Necessary but insufficient

The Gospel leaves us with no illusions about the effectiveness of Nicodemus's intervention. Jesus will be judged. Jesus will be condemned. And this condemnation will be carried out precisely in violation of the procedural rules that Nicodemus had recalled—at night, hastily, with false witnesses, without the accused being able to truly hear his side of the story. Defending the law was not enough.

We know this. And yet—or rather, and this is why—the fight for the fair application of the law is not secondary. It is necessary. It is indispensable. Because procedural justice, however imperfect, however insufficient, is the condition without which truth cannot emerge. Because silencing someone before they have even spoken is already an act of violence—regardless of the subsequent outcome.

And because, in the history of salvation itself, the injustice of Jesus' condemnation was not erased by the fact that it led to the Resurrection. It remains an injustice. It remains a sin. It remains the revelation of what a religious institution that protects itself instead of serving the truth can lead to.

Nicodemus did not win that day. But he bore witness. The evangelist deemed it important to preserve this testimony—a sign that the memory of those who defend justice, even in defeat, deserves to be passed on.

When one of us is attacked by the institution or its representatives, when we are prevented from presenting our defense, when attempts are made to silence us for all sorts of reasons, Nicodemus's voice still resonates. It doesn't promise us victory. It simply reminds us that we must speak out. That to remain silent in such a case is already to consent to injustice.

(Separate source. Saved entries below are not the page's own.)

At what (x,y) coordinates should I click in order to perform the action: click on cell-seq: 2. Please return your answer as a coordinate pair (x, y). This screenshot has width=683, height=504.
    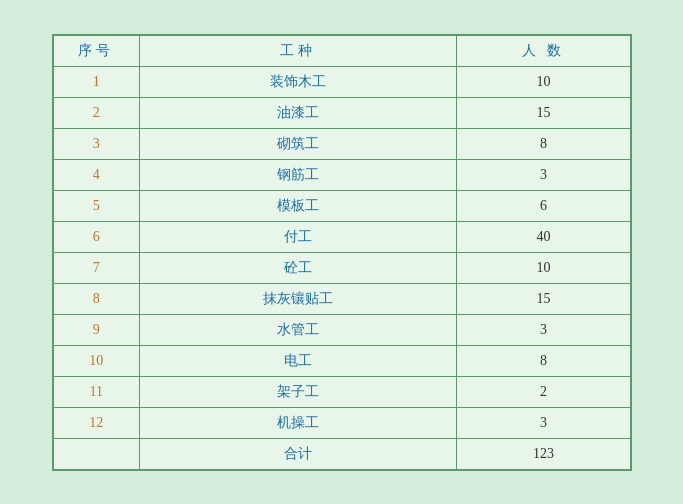
    Looking at the image, I should click on (96, 112). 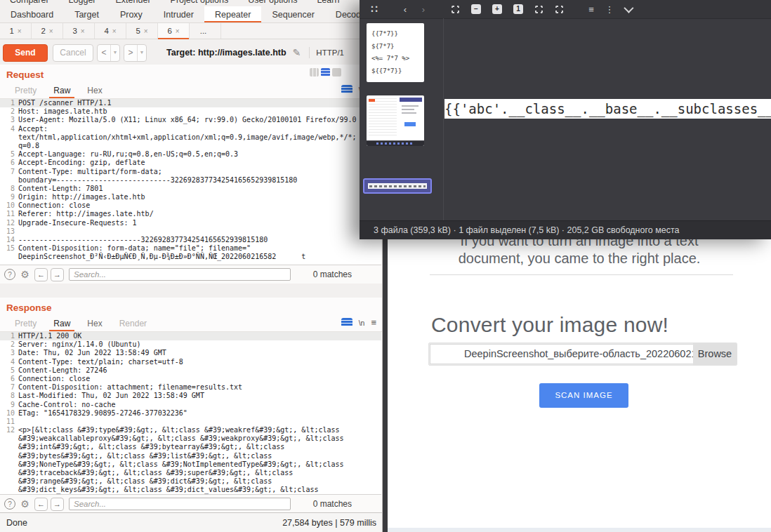 I want to click on zoom-out-icon: −, so click(x=476, y=9).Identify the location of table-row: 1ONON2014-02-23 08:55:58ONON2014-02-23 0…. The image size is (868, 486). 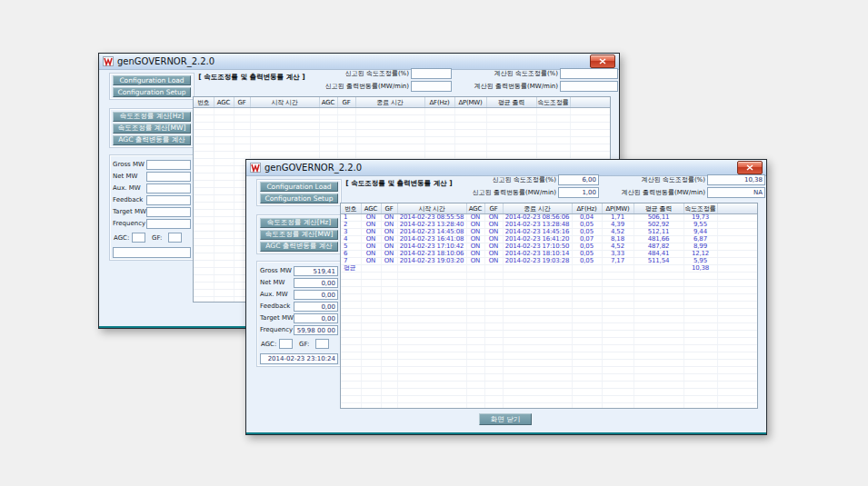
(549, 218).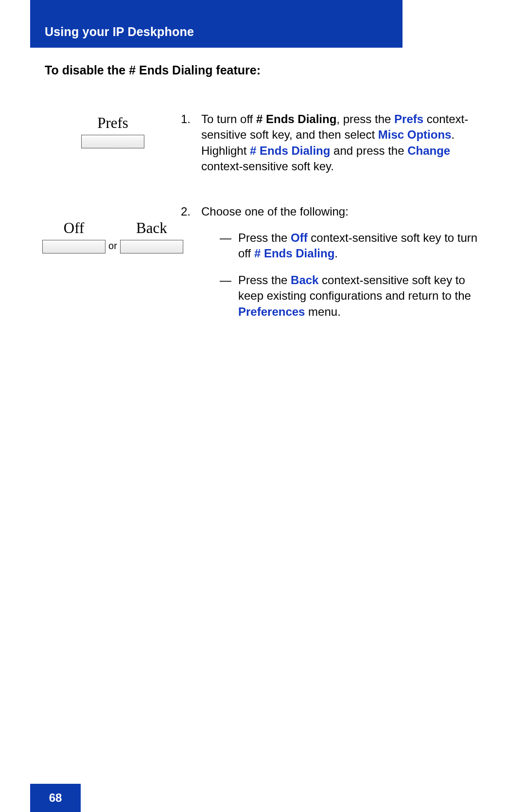 The image size is (525, 812). Describe the element at coordinates (120, 32) in the screenshot. I see `chapter-title: Using your IP Deskphone` at that location.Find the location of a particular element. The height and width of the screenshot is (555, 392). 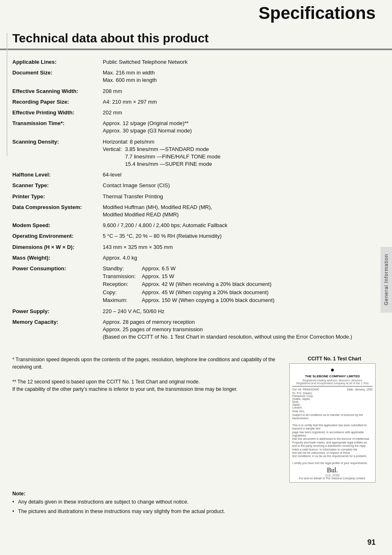

technical-data-title: Technical data about this product is located at coordinates (196, 38). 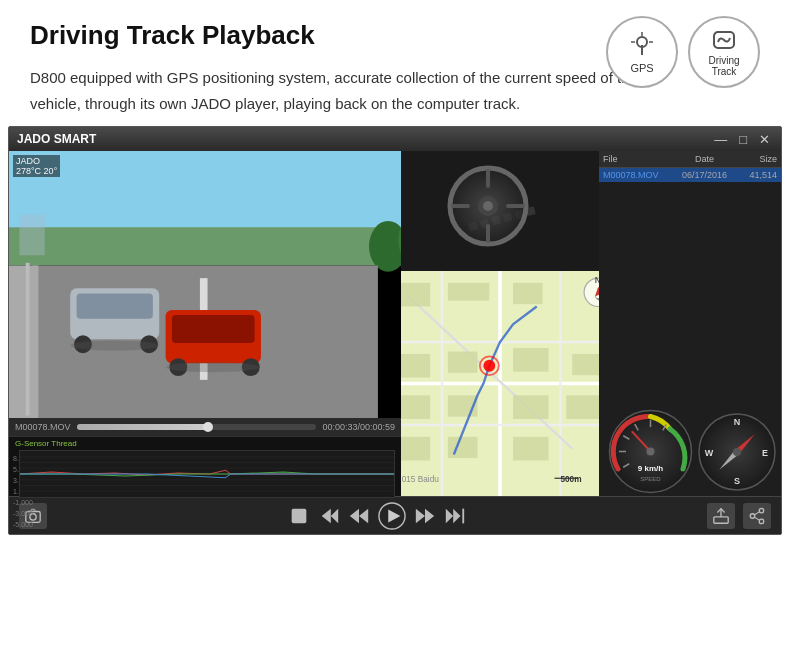 I want to click on graph-title: G-Sensor Thread, so click(x=205, y=444).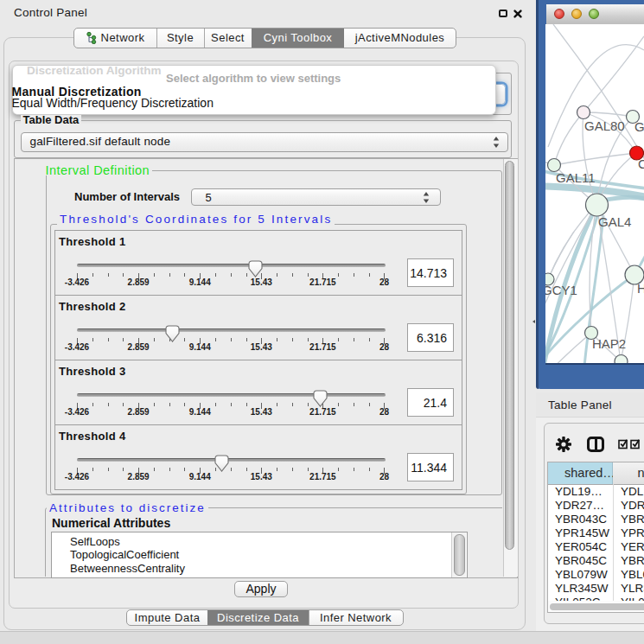 Image resolution: width=644 pixels, height=644 pixels. Describe the element at coordinates (641, 164) in the screenshot. I see `svg-text: CRZ1` at that location.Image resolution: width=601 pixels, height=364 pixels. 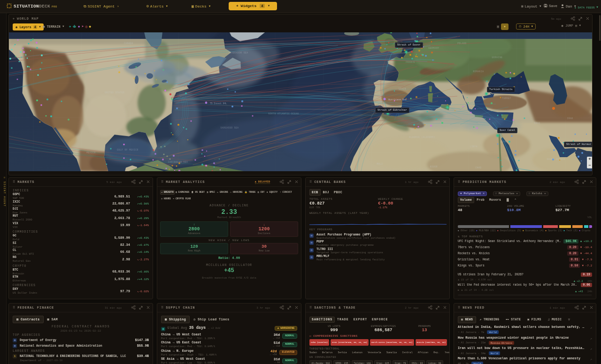 What do you see at coordinates (498, 57) in the screenshot?
I see `svg-text: UKRAINE` at bounding box center [498, 57].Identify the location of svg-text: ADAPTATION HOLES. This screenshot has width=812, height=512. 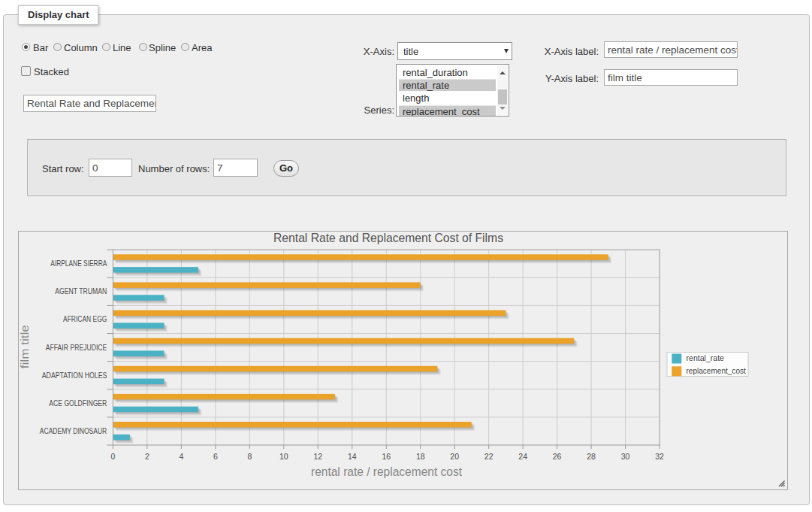
(75, 376).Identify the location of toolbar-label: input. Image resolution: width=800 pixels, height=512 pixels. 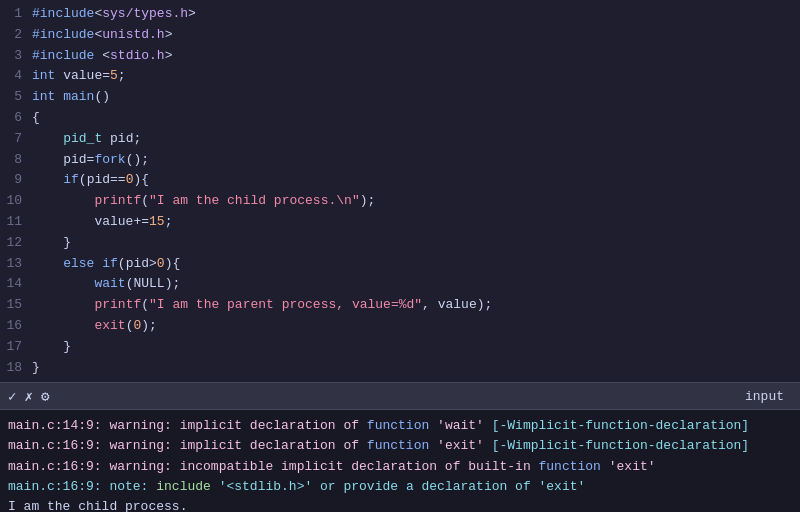
(764, 396).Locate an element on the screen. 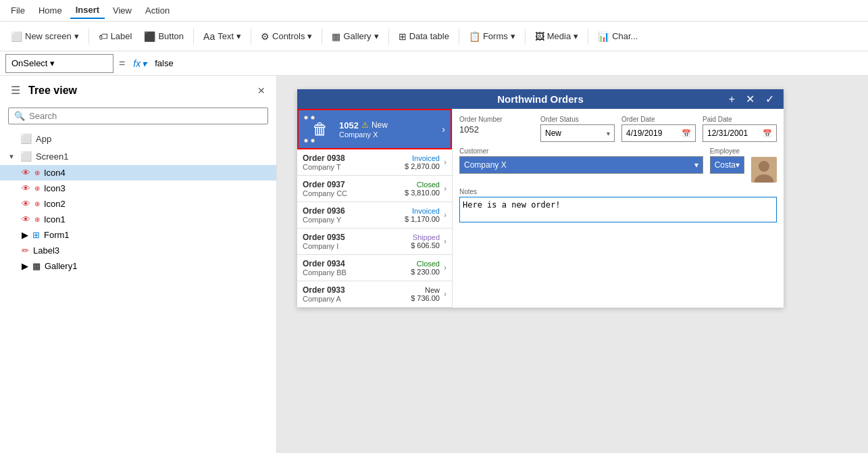 This screenshot has width=868, height=453. fx-chevron-icon: ▾ is located at coordinates (145, 64).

The fight for justice is not enough. But it is necessary. Sometimes, it’s all we can do. And that is already a great deal.

"Does our law condemn someone without first hearing him and knowing what he has done?"

When we consider the position of certain priests of the Little Remnant, in particular, the question of Nicodemus still resonates in the hushed corridors of our ecclesiastical institutions.